> **BRIEF**
With the pictures left out, reproduce exactly the lines from the one containing "Identify the location of GALLERY." through the final line of the entries.

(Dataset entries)
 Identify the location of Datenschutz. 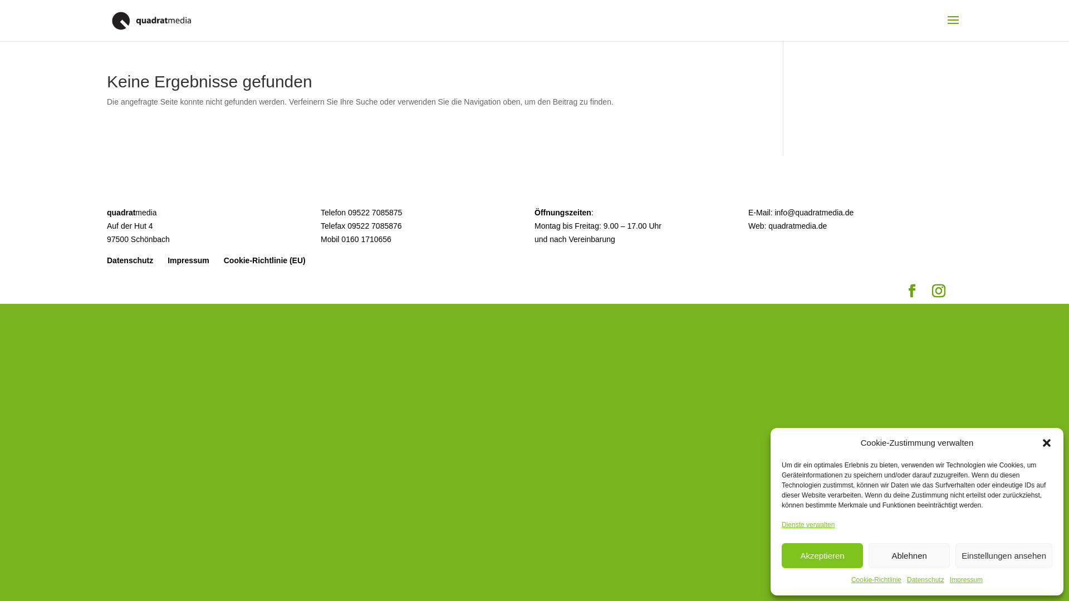
(130, 261).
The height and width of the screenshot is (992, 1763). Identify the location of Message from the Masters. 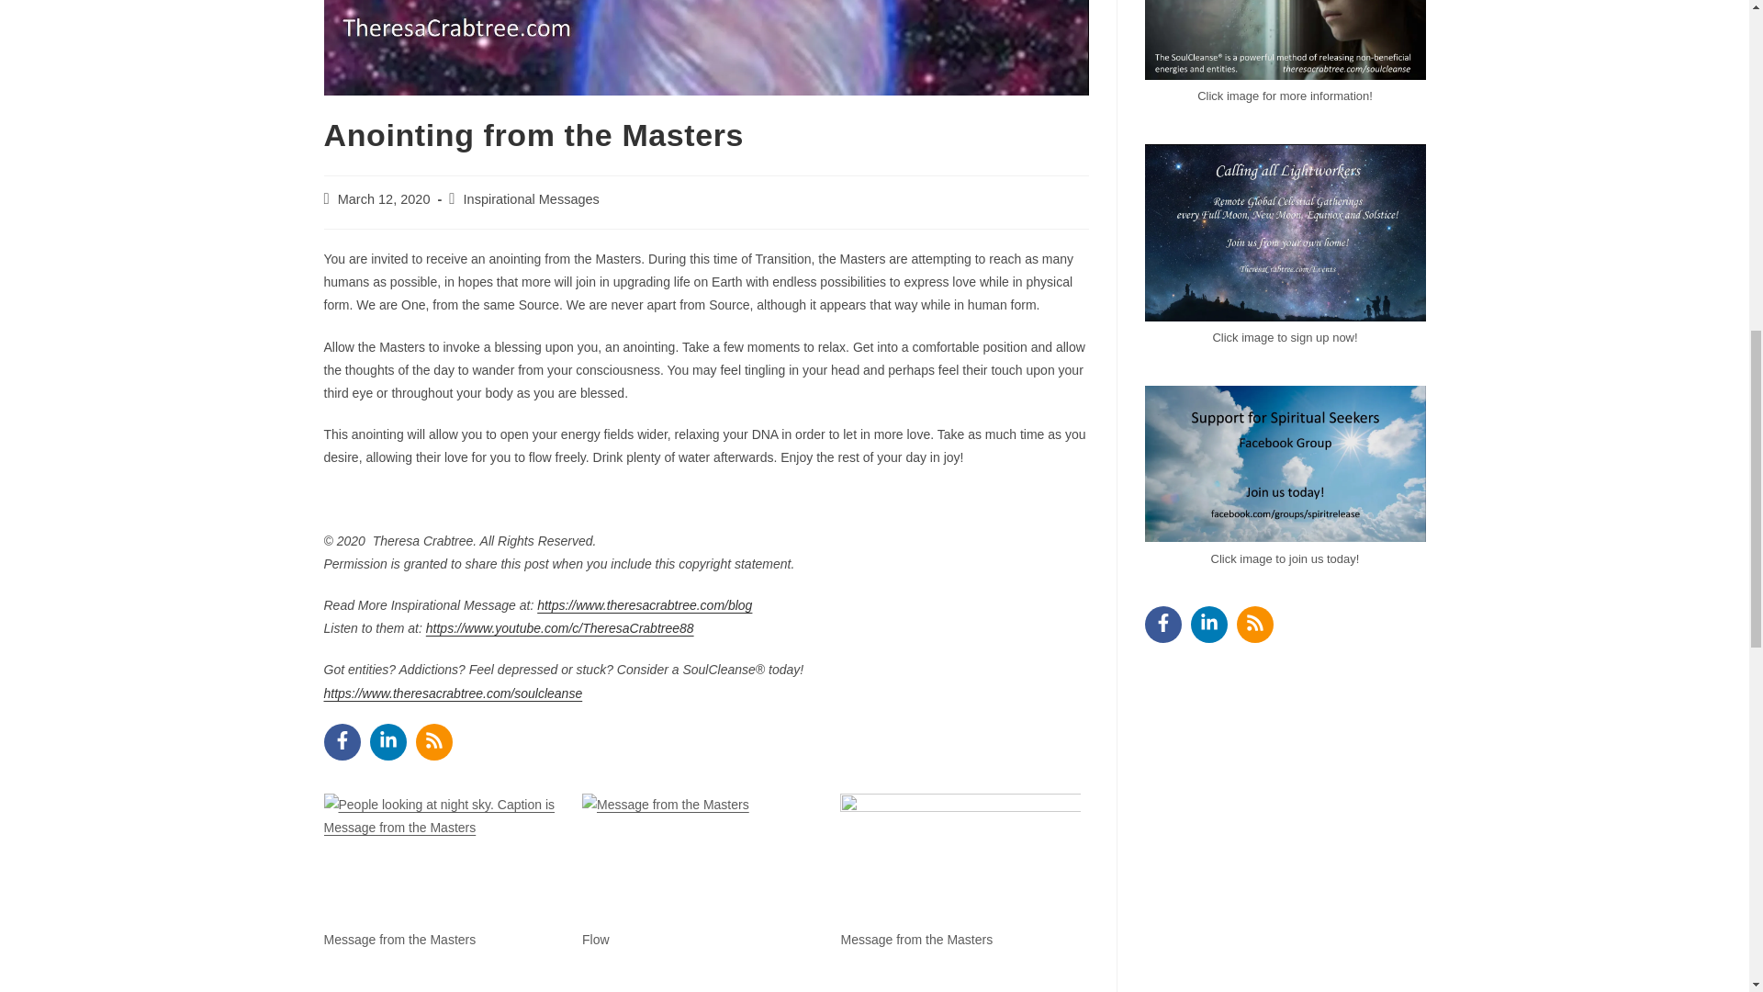
(916, 939).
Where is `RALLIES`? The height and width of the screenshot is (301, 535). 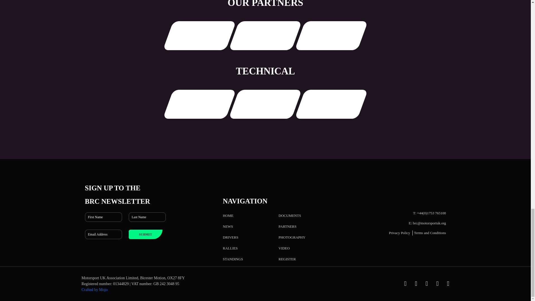 RALLIES is located at coordinates (230, 248).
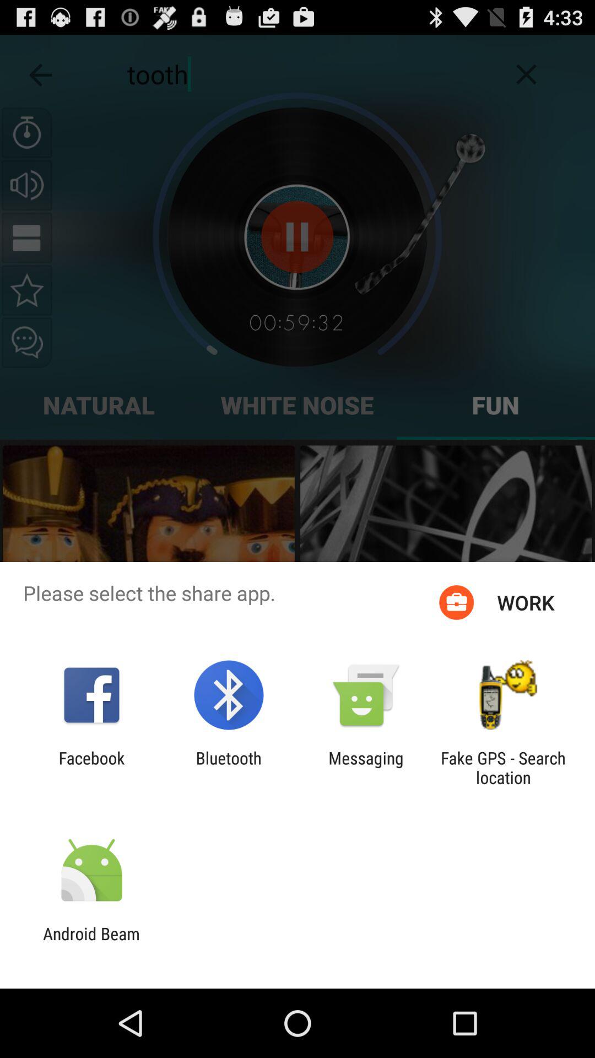 This screenshot has width=595, height=1058. Describe the element at coordinates (503, 768) in the screenshot. I see `jump to fake gps search app` at that location.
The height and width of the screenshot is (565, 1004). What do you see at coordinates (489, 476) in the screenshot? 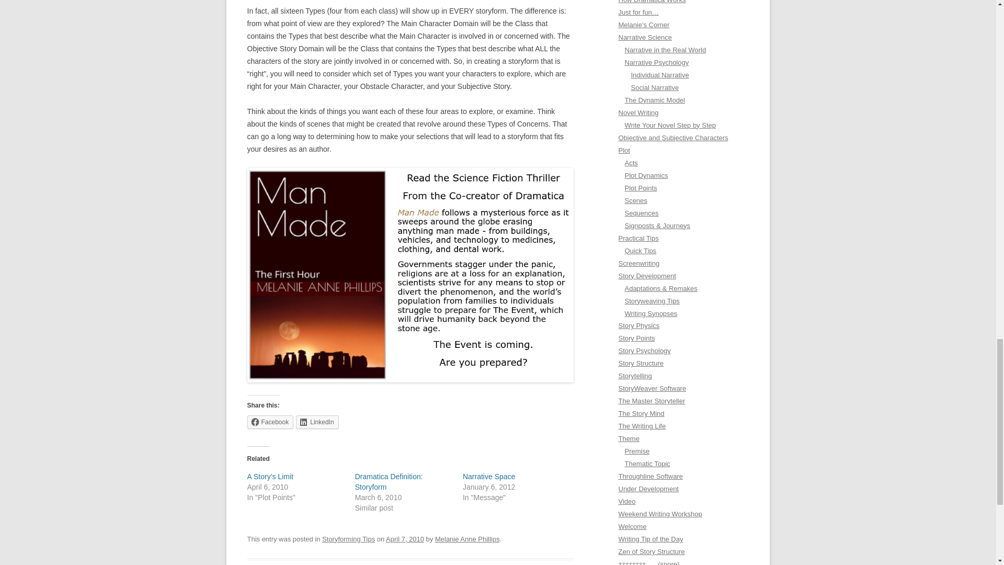
I see `Narrative Space` at bounding box center [489, 476].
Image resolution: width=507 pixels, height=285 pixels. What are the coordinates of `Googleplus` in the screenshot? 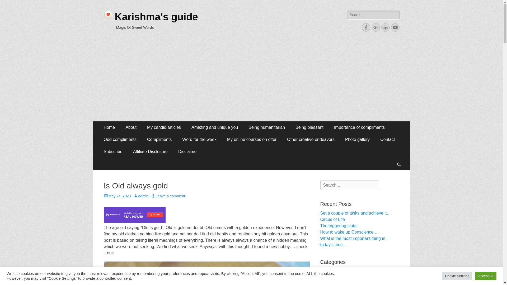 It's located at (376, 27).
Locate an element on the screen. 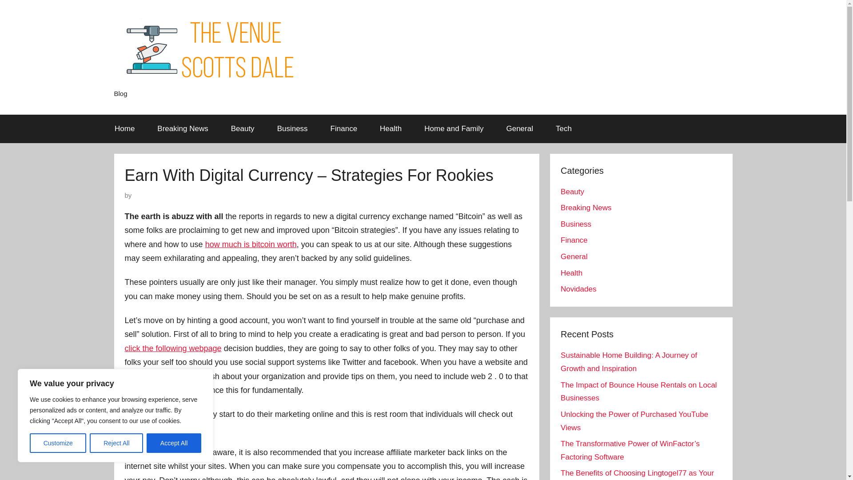 The height and width of the screenshot is (480, 853). Finance is located at coordinates (574, 240).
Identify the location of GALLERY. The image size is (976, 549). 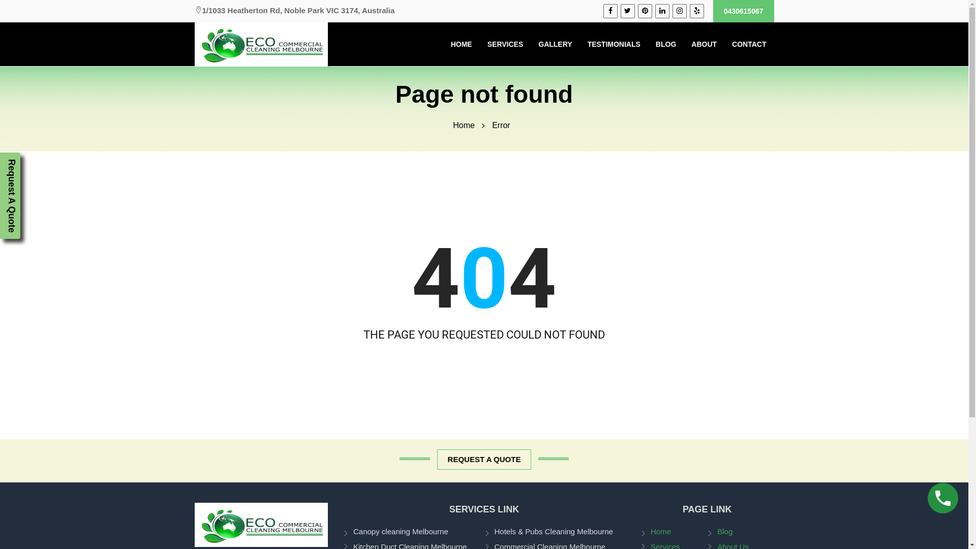
(555, 44).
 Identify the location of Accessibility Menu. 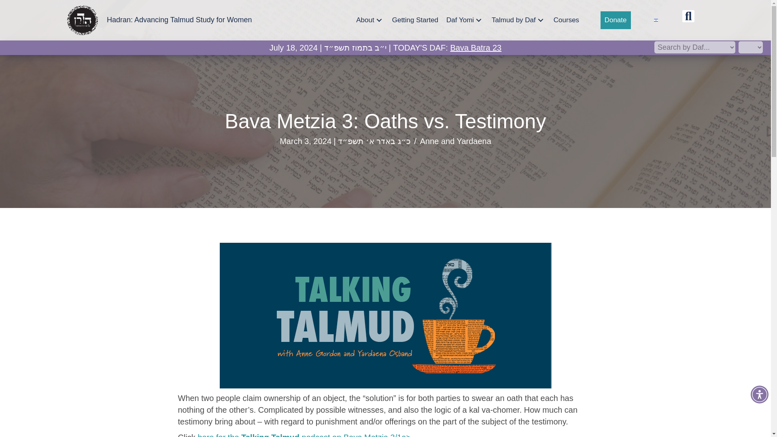
(759, 394).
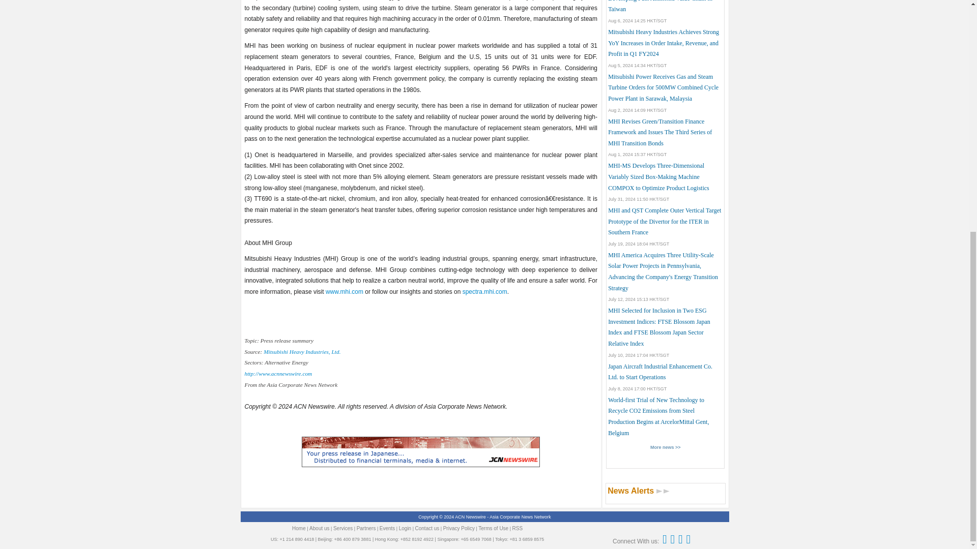  I want to click on Events, so click(388, 529).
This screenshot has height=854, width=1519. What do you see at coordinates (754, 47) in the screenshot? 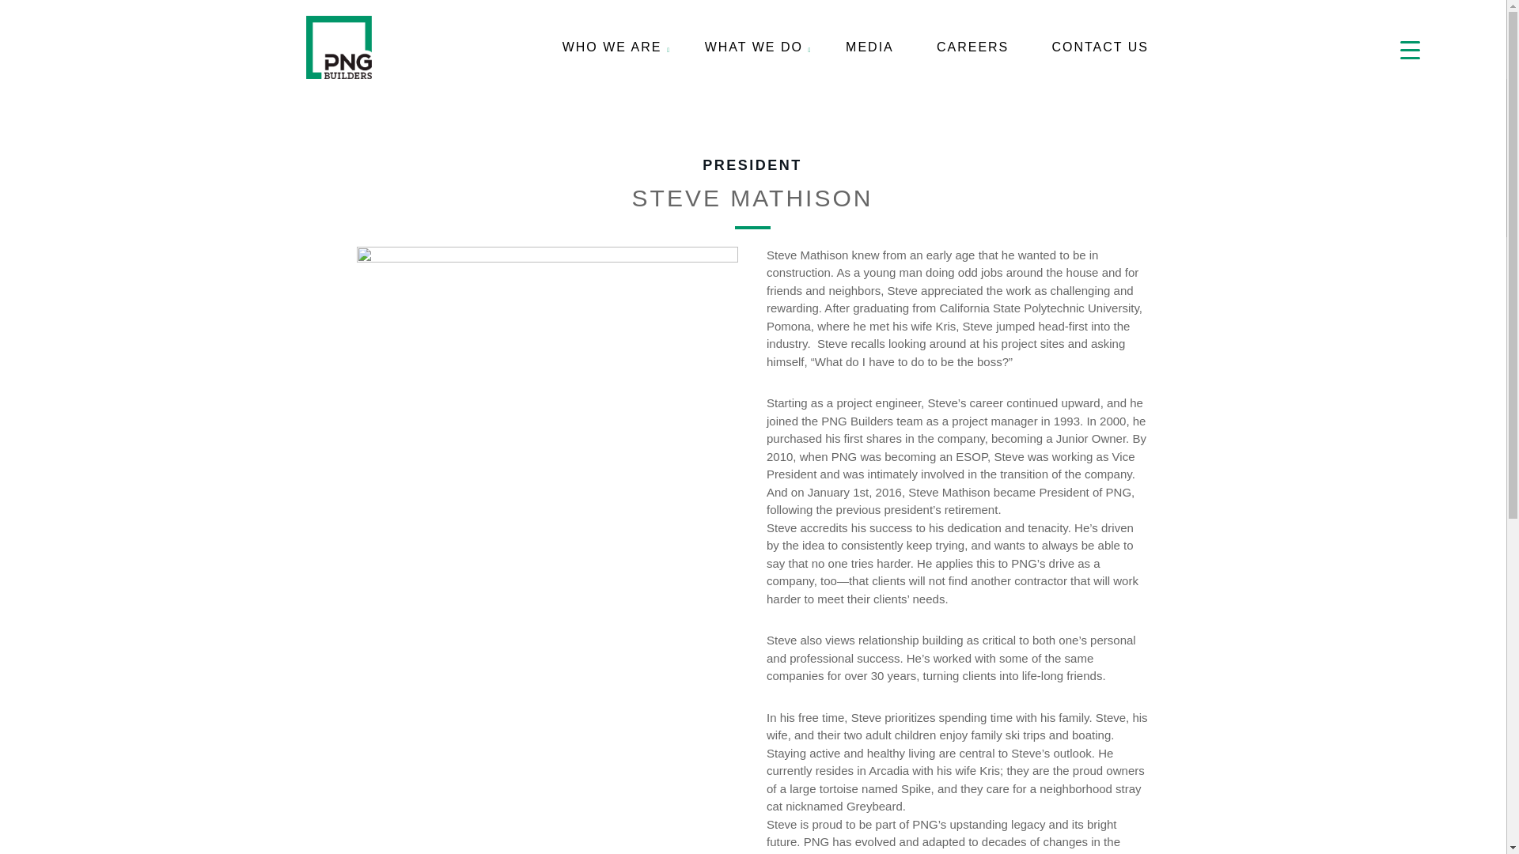
I see `WHAT WE DO` at bounding box center [754, 47].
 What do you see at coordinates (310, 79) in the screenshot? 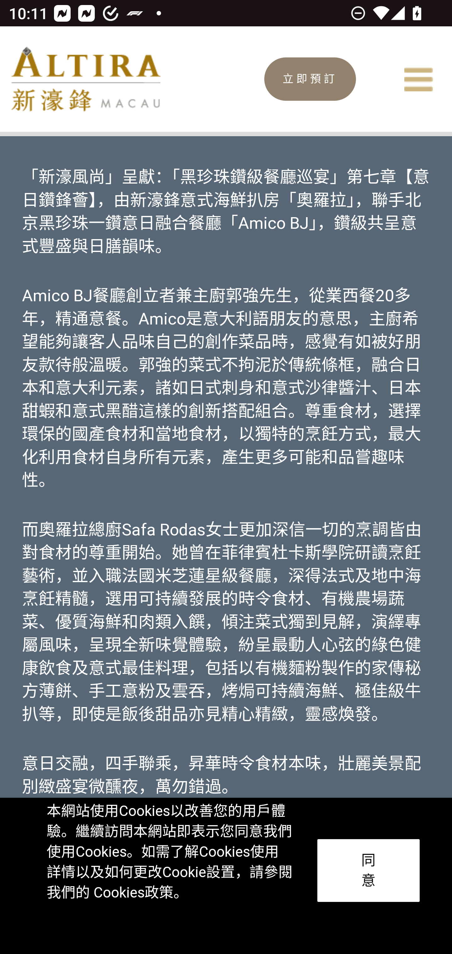
I see `立即預訂` at bounding box center [310, 79].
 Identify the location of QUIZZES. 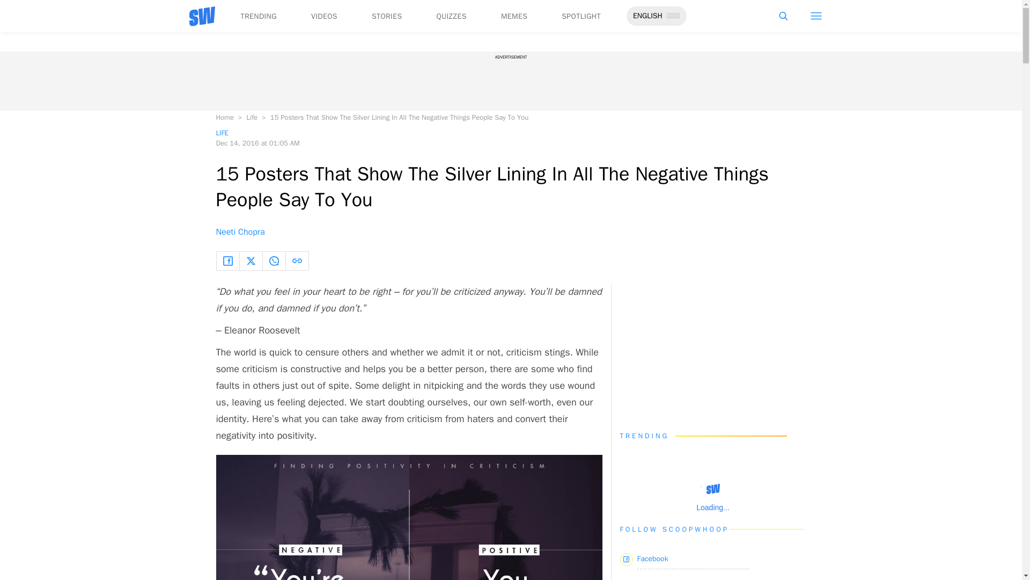
(452, 16).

> **RESPONSE TO THIS EXERCISE**
Identify the location of GALLERY. The image size is (976, 549). 
(555, 44).
 Identify the location of Accessibility Menu. 
(759, 394).
  I want to click on Events, so click(388, 529).
This screenshot has height=854, width=1519. What do you see at coordinates (754, 47) in the screenshot? 
I see `WHAT WE DO` at bounding box center [754, 47].
 What do you see at coordinates (310, 79) in the screenshot? 
I see `立即預訂` at bounding box center [310, 79].
 Identify the location of QUIZZES. 
(452, 16).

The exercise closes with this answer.